There is no need to keep the temporary SmallVector alive across multiple calls of findJointPostDominatingSet for the purpose of re-using malloc'ed memory. The worklist usually contains way less elements than its small size.
Some notes:
1. I moved the identity round-trip case to InstSimplify since that is where
optimizations like that are.
2. I did not update in this commit the code that eliminates convert_function
when it is only destroyed. In a subsequent commit I am going to implement
that in a general way and apply it to all forwarding instructions.
3. I implemented eliminating convert_function with ownership only uses in a
utility so that I can reuse it for other similar optimizations in SILCombine.
This removes the ambiguity when casting from a SingleValueInstruction to SILNode, which makes the code simpler. E.g. the "isRepresentativeSILNode" logic is not needed anymore.
Also, it reduces the size of the most used instruction class - SingleValueInstruction - by one pointer.
Conceptually, SILInstruction is still a SILNode. But implementation-wise SILNode is not a base class of SILInstruction anymore.
Only the two sub-classes of SILInstruction - SingleValueInstruction and NonSingleValueInstruction - inherit from SILNode. SingleValueInstruction's SILNode is embedded into a ValueBase and its relative offset in the class is the same as in NonSingleValueInstruction (see SILNodeOffsetChecker).
This makes it possible to cast from a SILInstruction to a SILNode without knowing which SILInstruction sub-class it is.
Casting to SILNode cannot be done implicitly, but only with an LLVM `cast` or with SILInstruction::asSILNode(). But this is a rare case anyway.

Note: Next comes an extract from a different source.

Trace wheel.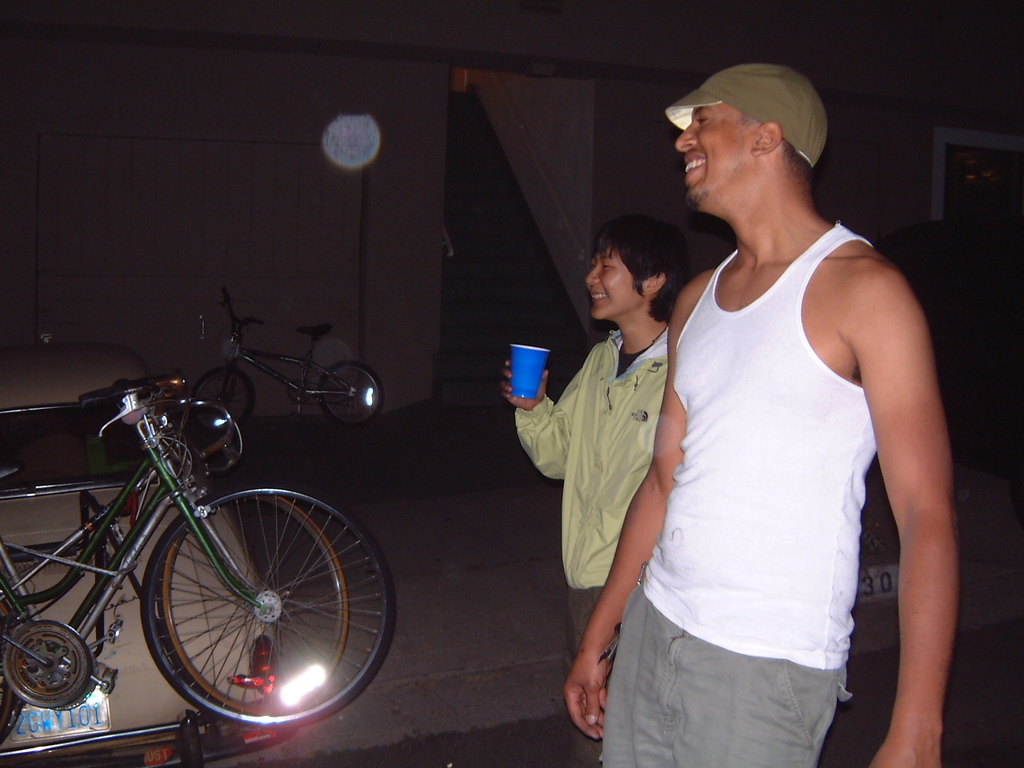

This removes the ambiguity when casting from a SingleValueInstruction to SILNode, which makes the code simpler. E.g. the "isRepresentativeSILNode" logic is not needed anymore.
Also, it reduces the size of the most used instruction class - SingleValueInstruction - by one pointer.
Conceptually, SILInstruction is still a SILNode. But implementation-wise SILNode is not a base class of SILInstruction anymore.
Only the two sub-classes of SILInstruction - SingleValueInstruction and NonSingleValueInstruction - inherit from SILNode. SingleValueInstruction's SILNode is embedded into a ValueBase and its relative offset in the class is the same as in NonSingleValueInstruction (see SILNodeOffsetChecker).
This makes it possible to cast from a SILInstruction to a SILNode without knowing which SILInstruction sub-class it is.
Casting to SILNode cannot be done implicitly, but only with an LLVM `cast` or with SILInstruction::asSILNode(). But this is a rare case anyway.
Importantly this also lets us use the analysis framework to validate that we do
properly invalidate DeadEndBlocks, preventing bugs.
I did not thread this all over the compiler. Instead I just used it for now in
SemanticARCOpts just to add some coverage without threading it into too many
places.
I am trying to be more careful about this rather than letting someone make this
mistake in the future. I also added some comments and a DeadEndBlocks instance
to TempRValueElimination so that it gets full simplifications in OSSA.